Once they have done some work, alone and in groups, to develop a position on what is to you (the teacher, the scholar) a familiar issue, give them a simple declarative sentence that states a plausible, recognizable stance. Tell them they have to write a five-paragraph essay that either asserts or critiques this position. By convention, you are asking them to motivate the need to take a position (§1) and then to come up with three reasons to either adopt it or reject it (§§2-4). In their conclusion (§5), they must wrap things up by indicating the broader consequences of the view they have defended. Or you can suggest alternative ways of writing five paragraphs. The point is that you are asking them to read two papers, discuss them among themselves, and then write five coherent paragraphs on the basis of this experience.

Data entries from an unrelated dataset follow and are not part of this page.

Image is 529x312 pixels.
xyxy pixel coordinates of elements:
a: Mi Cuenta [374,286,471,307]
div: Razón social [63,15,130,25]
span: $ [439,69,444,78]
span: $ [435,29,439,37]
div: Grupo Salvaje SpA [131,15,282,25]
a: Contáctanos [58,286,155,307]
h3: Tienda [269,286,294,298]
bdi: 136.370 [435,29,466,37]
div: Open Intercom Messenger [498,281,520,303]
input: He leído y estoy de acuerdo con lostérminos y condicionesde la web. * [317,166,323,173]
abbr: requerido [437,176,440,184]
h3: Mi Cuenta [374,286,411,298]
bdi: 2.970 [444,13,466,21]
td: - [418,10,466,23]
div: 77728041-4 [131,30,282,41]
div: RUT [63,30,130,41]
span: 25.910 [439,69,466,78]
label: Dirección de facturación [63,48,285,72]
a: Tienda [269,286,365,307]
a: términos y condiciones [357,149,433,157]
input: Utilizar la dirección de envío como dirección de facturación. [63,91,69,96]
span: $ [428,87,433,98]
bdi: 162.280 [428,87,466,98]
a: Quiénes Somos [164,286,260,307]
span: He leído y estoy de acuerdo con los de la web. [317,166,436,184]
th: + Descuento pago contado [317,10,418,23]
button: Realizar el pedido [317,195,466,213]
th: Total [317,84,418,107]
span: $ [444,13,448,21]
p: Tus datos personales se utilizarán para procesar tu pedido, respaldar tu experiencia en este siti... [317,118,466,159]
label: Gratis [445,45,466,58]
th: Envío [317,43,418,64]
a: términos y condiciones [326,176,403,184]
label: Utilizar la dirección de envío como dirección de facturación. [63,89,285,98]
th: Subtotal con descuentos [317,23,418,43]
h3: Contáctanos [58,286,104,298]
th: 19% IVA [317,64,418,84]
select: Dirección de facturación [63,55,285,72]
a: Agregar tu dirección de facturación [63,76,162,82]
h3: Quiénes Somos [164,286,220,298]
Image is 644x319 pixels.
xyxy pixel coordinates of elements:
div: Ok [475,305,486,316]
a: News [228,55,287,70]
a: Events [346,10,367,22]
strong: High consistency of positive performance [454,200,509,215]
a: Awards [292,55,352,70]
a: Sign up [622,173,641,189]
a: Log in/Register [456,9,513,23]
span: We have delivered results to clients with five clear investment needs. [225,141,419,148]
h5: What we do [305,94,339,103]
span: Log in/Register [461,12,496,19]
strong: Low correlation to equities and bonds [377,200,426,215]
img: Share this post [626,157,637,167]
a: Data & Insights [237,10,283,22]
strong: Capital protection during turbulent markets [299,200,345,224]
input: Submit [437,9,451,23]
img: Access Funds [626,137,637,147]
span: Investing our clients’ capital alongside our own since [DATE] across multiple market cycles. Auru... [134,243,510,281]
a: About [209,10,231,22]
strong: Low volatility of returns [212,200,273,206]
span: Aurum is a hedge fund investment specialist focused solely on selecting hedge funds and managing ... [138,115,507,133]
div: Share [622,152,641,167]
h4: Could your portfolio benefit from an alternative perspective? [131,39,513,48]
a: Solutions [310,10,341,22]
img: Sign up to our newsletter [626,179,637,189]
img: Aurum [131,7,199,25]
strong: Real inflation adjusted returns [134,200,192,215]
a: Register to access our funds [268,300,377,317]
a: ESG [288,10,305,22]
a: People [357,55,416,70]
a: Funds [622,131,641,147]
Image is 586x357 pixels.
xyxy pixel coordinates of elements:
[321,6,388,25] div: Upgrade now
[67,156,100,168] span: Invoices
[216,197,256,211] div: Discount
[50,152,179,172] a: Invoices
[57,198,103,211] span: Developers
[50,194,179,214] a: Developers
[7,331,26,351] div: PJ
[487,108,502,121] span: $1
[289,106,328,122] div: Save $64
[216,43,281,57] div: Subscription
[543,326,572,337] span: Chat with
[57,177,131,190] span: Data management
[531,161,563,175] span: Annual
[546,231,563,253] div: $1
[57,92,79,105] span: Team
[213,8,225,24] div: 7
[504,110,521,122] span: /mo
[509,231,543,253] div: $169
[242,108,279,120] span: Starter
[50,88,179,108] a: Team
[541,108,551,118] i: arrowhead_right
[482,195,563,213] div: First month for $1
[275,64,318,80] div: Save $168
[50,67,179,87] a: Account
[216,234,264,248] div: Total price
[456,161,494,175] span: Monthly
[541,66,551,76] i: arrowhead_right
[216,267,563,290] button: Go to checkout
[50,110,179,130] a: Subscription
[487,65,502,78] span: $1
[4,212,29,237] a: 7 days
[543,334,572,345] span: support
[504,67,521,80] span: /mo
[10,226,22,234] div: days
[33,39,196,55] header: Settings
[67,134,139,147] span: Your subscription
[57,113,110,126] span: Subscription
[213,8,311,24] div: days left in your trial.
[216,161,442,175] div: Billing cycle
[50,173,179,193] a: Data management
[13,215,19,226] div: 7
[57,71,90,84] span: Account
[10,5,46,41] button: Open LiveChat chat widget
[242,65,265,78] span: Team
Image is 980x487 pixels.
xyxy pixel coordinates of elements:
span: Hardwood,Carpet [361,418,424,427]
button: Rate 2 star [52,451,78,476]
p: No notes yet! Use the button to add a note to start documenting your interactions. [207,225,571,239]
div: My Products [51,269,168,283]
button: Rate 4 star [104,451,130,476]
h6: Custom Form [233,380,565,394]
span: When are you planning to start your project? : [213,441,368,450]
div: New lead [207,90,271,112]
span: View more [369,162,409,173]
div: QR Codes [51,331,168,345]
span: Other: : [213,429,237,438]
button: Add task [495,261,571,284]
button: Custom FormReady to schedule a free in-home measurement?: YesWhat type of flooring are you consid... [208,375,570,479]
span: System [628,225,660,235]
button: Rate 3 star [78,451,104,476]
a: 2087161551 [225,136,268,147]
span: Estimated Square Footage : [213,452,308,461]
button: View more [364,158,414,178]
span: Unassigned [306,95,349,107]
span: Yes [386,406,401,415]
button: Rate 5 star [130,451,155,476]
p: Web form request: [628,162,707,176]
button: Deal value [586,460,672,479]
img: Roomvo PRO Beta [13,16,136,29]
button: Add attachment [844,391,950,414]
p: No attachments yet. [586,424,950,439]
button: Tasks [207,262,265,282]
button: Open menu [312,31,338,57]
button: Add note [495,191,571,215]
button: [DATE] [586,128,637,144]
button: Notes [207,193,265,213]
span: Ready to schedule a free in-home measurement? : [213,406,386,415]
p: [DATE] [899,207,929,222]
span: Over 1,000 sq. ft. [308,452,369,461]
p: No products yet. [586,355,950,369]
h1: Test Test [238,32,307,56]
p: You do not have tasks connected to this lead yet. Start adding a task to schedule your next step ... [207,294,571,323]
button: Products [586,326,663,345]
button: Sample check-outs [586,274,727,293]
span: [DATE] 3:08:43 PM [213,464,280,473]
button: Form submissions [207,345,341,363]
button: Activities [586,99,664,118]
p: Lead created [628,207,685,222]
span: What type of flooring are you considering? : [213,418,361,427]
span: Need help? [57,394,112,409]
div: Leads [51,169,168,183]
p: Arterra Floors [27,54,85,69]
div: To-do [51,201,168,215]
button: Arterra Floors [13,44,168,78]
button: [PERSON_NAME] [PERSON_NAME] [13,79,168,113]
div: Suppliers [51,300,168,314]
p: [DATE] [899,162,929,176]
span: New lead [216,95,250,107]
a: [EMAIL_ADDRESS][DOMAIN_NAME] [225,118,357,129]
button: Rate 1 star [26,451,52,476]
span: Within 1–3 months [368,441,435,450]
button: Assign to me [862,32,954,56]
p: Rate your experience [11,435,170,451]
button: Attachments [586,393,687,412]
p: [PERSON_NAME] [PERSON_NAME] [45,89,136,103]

In my next few posts, I’m going to look at the five paragraphs in turn. I want to show that this sort of conventional, “ordinary” writing displays skills that are essential to maintaining our academic literacy. By the same token, it displays the lack of these skills where they are absent. The question that teachers do well to ask themselves is this: At what level should this sort of exercise be “easy”–an ordinary exercise of the student’s competence in the relevant discipline. I’m not here just thinking about mastery of the essay form but also of the content that is specified by the assigned readings, invoking particular methods and theories. I think we are too quick to believe that straightforward exercises like this, which can be assigned and graded in correspondingly straightforward ways, are too “artificial” to impart learning to the students. I want to begin the year by showing that our boredom with the ordinariness of what we know well is the unnecessary source of disorder in our classrooms and, ultimately, our disciplines.